PURGATORY MOUNT
Will peak your interest
No relation to Peggy – it’s the new book by Adam Roberts.
RELEASED 4 FEBRUARY
336 pages | Hardback/ebook/audiobook Author Adam Roberts
Publisher Gollancz
Within genre fiction especially, there are writers who refine the same book for most of their careers. This should not be read as a criticism, but as a way of pointing out how other novelists prefer to mix things up, even to write wildly different books.
Adam Roberts falls into the latter category. Over the past decade, he’s turned his hand to everything from The Black Prince, based on an outline by Anthony Burgess, to the philosophical SF of The Thing Itself, to cinemainspired, noirish cyberpunk.
There is, however, one strong link between these books: Roberts hangs his novels on strong central ideas. You’d be tempted to say “high concept”, if that didn’t bring forth the notion of Michael Bay making single-line movie pitches. That would be unfair because, whereas Hollywood largely worries about confusing audiences, Roberts’s novels are often unconventionally structured.
Purgatory Mount, for all it riffs on the structure of Dante’s The Divine Comedy, is a case in point. It begins aboard a starship headed for the uninhabited planet V538 Aurigae, where a giant conical mountain reaches high above the atmosphere. Who could have built such a structure, which calls to mind the mountain in Dante’s epic poem? For the five-strong crew, this is a mystery worth travelling a century to investigate, especially as each is a godlike creature able to experience time at different rates – so that 100 years is neither here nor there. It’s a hard SF scenario that Roberts brings vividly to life – which is no mean feat in itself.
Having introduced this narrative, Roberts then abandons it until the final section of the novel. Instead, having fun with the recent vogue for end-times fiction, he shows us a near-future USA in a state of civilisational collapse, where a neurotoxin has left many people reliant on smartphones to augment their memories.
Ottoline Barragao hasn’t known any other kind of life, so she acts as kids do: making the best of things by playing out, hanging about and, like you do, building a private digital network with her mates. It’s this network that will land Barragao and co in trouble, as it attracts the interest of different groups that will go to extreme lengths to penetrate it.
The two stories are linked, but Roberts prefers within the novel itself not to make this explicit. Rather, it has an afterword where he breaks the fourth wall to dole out some reassuring smidgeons of plot information. Readers of early drafts of Purgatory Mount, he reveals, worried the connection between the novel’s two narratives wasn’t clear enough.
As a reader, this authorial intervention is helpful, but was Roberts’s decision to leave it until the last wise? Yes: principally because Purgatory Mount is a science fiction novel that aspires to do many of the things we associate with literary fiction – and succeeds in doing them quite brilliantly, yet without sacrificing the excitement and narrative drive of genre.
As Roberts also notes in his afterword, this is a novel that explores primal sin, atonement, memory and the relationship between parents and children. To that, as we learn how the starship isn’t just populated by gods but “pygs” with lives far closer to those of contemporary humankind, we might also add that it’s about responsibility and the use of power. Were it less oblique, Purgatory Mount would risk being too obvious and far, far less haunting.
In early drafts, the crew were named after the five wizards of Middle-earth… but a rights situation forced a change.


* [Task to carry out]
Each line of the listing that includes "Succinic" should be reported.

*** Opening of Data supplied ***

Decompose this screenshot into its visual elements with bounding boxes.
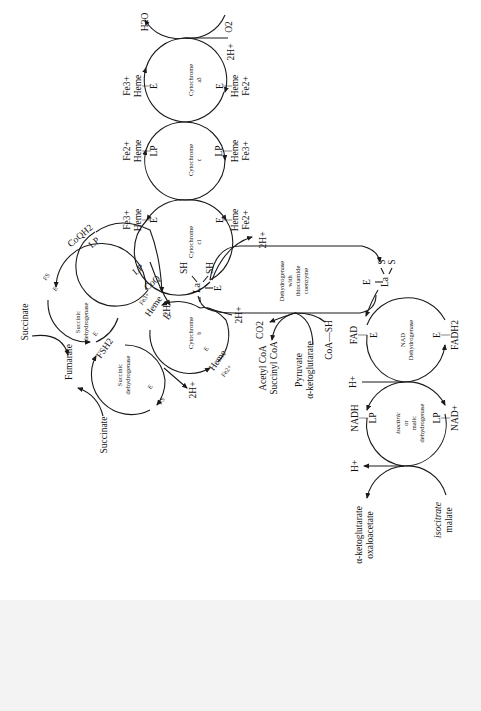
fadh2-label: FADH2 (450, 320, 460, 350)
cytochrome-c-cycle: Cytochrome c Fe2+ Heme | LP LP | Heme Fe… (122, 122, 251, 200)
heme-label: Heme (230, 140, 240, 163)
h2o-label: H2O (140, 13, 150, 32)
enzyme-name: Cytochrome (187, 144, 194, 176)
bond: | (440, 417, 450, 419)
bond: | (357, 334, 367, 336)
cytochrome-c1-cycle: Cytochrome c1 Fe3+ Heme | E E | Heme Fe2… (122, 200, 268, 295)
o2-label: O2 (224, 21, 234, 33)
nad-plus-label: NAD+ (450, 405, 460, 431)
succinate-label: Succinate (20, 304, 30, 341)
enzyme-name: or (402, 419, 409, 425)
bond: | (358, 417, 368, 419)
lp-label: LP (87, 235, 102, 250)
box-title: coenzyme (302, 268, 309, 294)
fs-label: FS (41, 271, 51, 281)
box-title: Dehydrogenase (278, 261, 285, 302)
2h-plus-label: 2H+ (226, 44, 236, 61)
fe2-label: Fe2+ (241, 210, 251, 230)
s-label: S (377, 259, 387, 264)
lp-label: LP (149, 145, 159, 156)
malate-label: malate (444, 507, 454, 532)
fe2-label: Fe2+ (219, 363, 233, 378)
heme-label: Heme (230, 209, 240, 232)
isocitric-malic-dehydrogenase-cycle: isocitric or malic dehydrogenase NADH | … (350, 382, 460, 564)
enzyme-subscript: c (196, 158, 202, 161)
fe3-label: Fe3+ (122, 210, 132, 230)
nad-dehydrogenase-cycle: NAD Dehydrogenase FAD | E E | FADH2 H+ (348, 290, 460, 388)
enzyme-name: malic (410, 416, 417, 431)
h-plus-label: H+ (348, 376, 358, 388)
box-title: with (286, 274, 293, 286)
fe2-label: Fe2+ (241, 76, 251, 96)
coa-sh-label: CoA—SH (324, 320, 334, 360)
succinyl-coa-label: Succinyl CoA (269, 341, 279, 395)
oxaloacetate-label: oxaloacetate (365, 511, 375, 558)
e-label: E (213, 285, 223, 291)
lp-label: LP (368, 412, 378, 423)
enzyme-subscript: a3 (196, 77, 202, 82)
enzyme-name: NAD (399, 333, 406, 347)
e-label: E (51, 285, 59, 292)
co2-label: CO2 (255, 321, 265, 339)
2h-plus-label: 2H+ (234, 307, 244, 324)
fe3-label: Fe3+ (122, 76, 132, 96)
coq-label: CoQ (142, 273, 162, 292)
enzyme-name: dehydrogenase (82, 302, 89, 341)
enzyme-name: Cytochrome (187, 226, 194, 258)
enzyme-subscript: b (196, 331, 202, 334)
e-label: E (149, 217, 159, 223)
lipoamide-dehydrogenase-box: Dehydrogenase with thioctamide coenzyme … (179, 246, 397, 399)
enzyme-name: isocitric (394, 412, 401, 433)
enzyme-name: dehydrogenase (418, 403, 425, 442)
enzyme-name: Dehydrogenase (407, 320, 414, 361)
pyruvate-label: Pyruvate (294, 353, 304, 387)
sh-label: SH (205, 262, 215, 274)
isocitrate-label: isocitrate (433, 502, 443, 538)
h-plus-label: H+ (350, 460, 360, 472)
bond: | (440, 334, 450, 336)
2h-plus-label: 2H+ (188, 382, 198, 399)
cytochrome-a3-cycle: Cytochrome a3 H2O O2 2H+ Fe3+ Heme | E E… (122, 13, 251, 122)
fsh2-label: FSH2 (94, 336, 115, 360)
fumarate-label: Fumarate (64, 344, 74, 380)
page-shading (0, 600, 481, 711)
cytochrome-b-cycle: Cytochrome b Fe3+ Heme E E Heme Fe2+ 2H+ (137, 291, 244, 378)
alpha-ketoglutarate-label: α-ketoglutarate (305, 341, 315, 399)
alpha-ketoglutarate-label: α-ketoglutarate (354, 506, 364, 564)
e-label: E (146, 383, 154, 390)
enzyme-name: dehydrogenase (124, 355, 131, 394)
enzyme-name: Succinic (74, 311, 81, 333)
fe2-label: Fe2+ (122, 141, 132, 161)
enzyme-name: Cytochrome (187, 64, 194, 96)
sh-label: SH (179, 262, 189, 274)
e-label: E (369, 332, 379, 338)
s-label: S (387, 259, 397, 264)
heme-label: Heme (230, 75, 240, 98)
succinic-dehydrogenase-lower-cycle: 2H+ Succinic dehydrogenase E FS Succinat… (78, 345, 198, 453)
e-label: E (91, 330, 99, 337)
e-label: E (202, 345, 210, 352)
fe3-label: Fe3+ (241, 141, 251, 161)
e-label: E (149, 83, 159, 89)
la-label: La (192, 282, 202, 293)
succinate-label: Succinate (99, 417, 109, 454)
enzyme-subscript: c1 (196, 239, 202, 244)
electron-transport-diagram: Cytochrome a3 H2O O2 2H+ Fe3+ Heme | E E… (0, 0, 481, 711)
lp-label: LP (131, 262, 146, 277)
acetyl-coa-label: Acetyl CoA (258, 345, 268, 391)
enzyme-name: Succinic (116, 364, 123, 386)
enzyme-name: Cytochrome (187, 317, 194, 349)
box-title: thioctamide (294, 266, 301, 297)
e-label: E (362, 279, 372, 285)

*** Close of Data supplied ***

* [Answer box]
enzyme-name: Succinic (74, 311, 81, 333)
succinic-dehydrogenase-lower-cycle: 2H+ Succinic dehydrogenase E FS Succinat… (78, 345, 198, 453)
enzyme-name: Succinic (116, 364, 123, 386)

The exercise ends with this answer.